The Oldest Bank in London


The Oldest Bank in London

This is the oldest bank in London, Child's Bank since 1671.

Location: Child's Bank, 1 Fleet Street, London, EC4Y 1BD

Description: Child's bank, opposite the Temple Bar Memorial, is probably the oldest bank in London dating back to at least 1671.

It was the model for Tellson's Bank in Dickens' Tale of Two Cities.

The existing building dates from 1877.

The gateway just beyond leading to Middle Temple Lane was designed in 1684, apparently by Roger North (1653-1734), the author of The Gentleman Accomptant (1714) (although an inscription claims Wren as the architect).

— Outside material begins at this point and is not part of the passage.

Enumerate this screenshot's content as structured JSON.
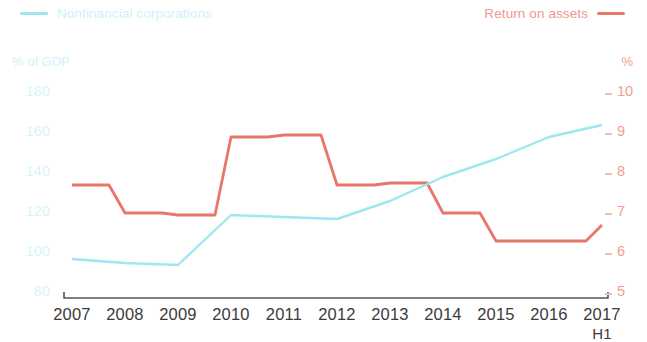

Back in the 1660's it was a time of great upheaval in London, with the Great
Plague of 1664-5 and the Great Fire in 1666, the firm thrived. In around 1664, Blanchard took Francis Child into partnership in the business.

It was at this time that the firm adopted the sign of the Marygold as its trade sign – a device of great significance for a business in the days of widespread illiteracy. The Marygold has remained the bank’s symbol ever since.

The name Child comes from Francis Child, who entered into partnership with Robert Blanchard. After Child married Blanchard's step-daughter, he inherited the whole business on Blanchard's death. Renamed Child and Co, the business thrived, and was appointed the jeweller in ordinary to King William III.

After Child died in 1713, his three sons ran the business, and during this time, the business transformed from a goldsmith's to a fully fledged bank. Its first bank note was issued in 1729.

By 1782, Child's grandson Robert Child was the senior partner in the firm. However, when he died in 1782 without any sons to inherit the business, he did not want to leave it to his only daughter, Sarah Anne Child, because he was furious over her elopement with John Fane, 10th Earl of Westmorland earlier in the year. To prevent the Earls of Westmorland from ever acquiring his wealth, he left it in trust to his daughter's second surviving son or eldest daughter. This turned out to be Lady Sarah Sophia Fane, who was born in 1785. She married George Child-Villiers, 5th Earl of Jersey in 1804, and upon her majority in 1806 she became senior partner. She exercised her rights personally until her death in 1867. Ownership continued in the Jersey family until the 1920s.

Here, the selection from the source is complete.